A report in the Nation newspaper stated that after a formal opening the meeting went into closed session. Fitzgerald reportedly spoke on “Political Responses to Security Problems,” while US Principal Deputy Assistant Secretary for Defence Joseph McMillan delivered a paper on “Developing Effective and Sustainable Counter-Terrorism Capacity.”

This is part of an expanding intervention by US imperialism in Africa. The United States African Command (AFRICOM) operates in Eritrea and Uganda and played a leading role in the Libyan military operation until it was transferred to NATO. In 2008 the United States Army War College based in Carlisle, Pennsylvania conducted a series of “war game” scenarios in preparation for the Pentagon’s expansion of AFRICOM.

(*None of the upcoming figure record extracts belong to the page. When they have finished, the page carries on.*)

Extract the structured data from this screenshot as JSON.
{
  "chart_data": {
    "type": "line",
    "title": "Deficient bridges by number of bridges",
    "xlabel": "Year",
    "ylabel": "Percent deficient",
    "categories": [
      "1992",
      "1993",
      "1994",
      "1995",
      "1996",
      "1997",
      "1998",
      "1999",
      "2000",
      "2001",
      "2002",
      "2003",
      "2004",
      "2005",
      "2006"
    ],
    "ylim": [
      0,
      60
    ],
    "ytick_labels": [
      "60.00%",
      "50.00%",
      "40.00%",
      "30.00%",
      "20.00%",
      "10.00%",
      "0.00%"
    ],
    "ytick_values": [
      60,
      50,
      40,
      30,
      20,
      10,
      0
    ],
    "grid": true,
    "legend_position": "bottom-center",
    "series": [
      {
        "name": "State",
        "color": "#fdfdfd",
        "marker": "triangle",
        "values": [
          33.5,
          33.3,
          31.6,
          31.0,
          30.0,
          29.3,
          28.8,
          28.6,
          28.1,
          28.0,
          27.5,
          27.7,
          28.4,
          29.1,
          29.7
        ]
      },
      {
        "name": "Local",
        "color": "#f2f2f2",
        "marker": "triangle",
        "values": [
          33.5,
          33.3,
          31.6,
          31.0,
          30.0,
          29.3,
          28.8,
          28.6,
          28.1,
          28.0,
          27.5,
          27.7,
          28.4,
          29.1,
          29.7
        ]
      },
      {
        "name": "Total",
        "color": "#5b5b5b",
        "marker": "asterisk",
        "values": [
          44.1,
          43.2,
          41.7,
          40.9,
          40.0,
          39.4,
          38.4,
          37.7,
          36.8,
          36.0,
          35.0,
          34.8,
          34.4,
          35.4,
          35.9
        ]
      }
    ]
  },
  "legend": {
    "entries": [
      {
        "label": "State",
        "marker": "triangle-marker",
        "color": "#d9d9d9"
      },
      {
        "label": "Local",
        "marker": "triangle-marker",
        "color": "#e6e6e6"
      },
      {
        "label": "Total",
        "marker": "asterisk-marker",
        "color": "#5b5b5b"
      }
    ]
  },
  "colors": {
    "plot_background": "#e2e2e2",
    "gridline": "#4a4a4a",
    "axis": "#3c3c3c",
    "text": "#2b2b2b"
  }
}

One of the war games reportedly included a military exercise to gauge how AFRICOM would respond to a situation in which Nigeria had descended into civil war, and various rebel factions were seeking control over the Niger Delta oilfields. On the basis that a US-friendly coup failed to take place, the war game envisaged that up to 20,000 US troops would be needed to seize the oilfields.

At a February 18, 2008 AFRICOM conference, “Transforming National Security: AFRICOM —an Emerging Command”, Vice Admiral Robert T. Moeller stated that the guiding principle of AFRICOM was to protect “the free flow of natural resources from Africa to the global market.”

The following month, at a House Armed Services Committee press conference, AFRICOM Commander General William Ward declared that due to the US’s increasing reliance on imports of African oil, the “number one theatre-wide goal” would be combating terrorism.

Last November, a subcommittee of the House Committee on Homeland Security issued a report, “Boko Haram: Emerging Threat to the U.S. Homeland.”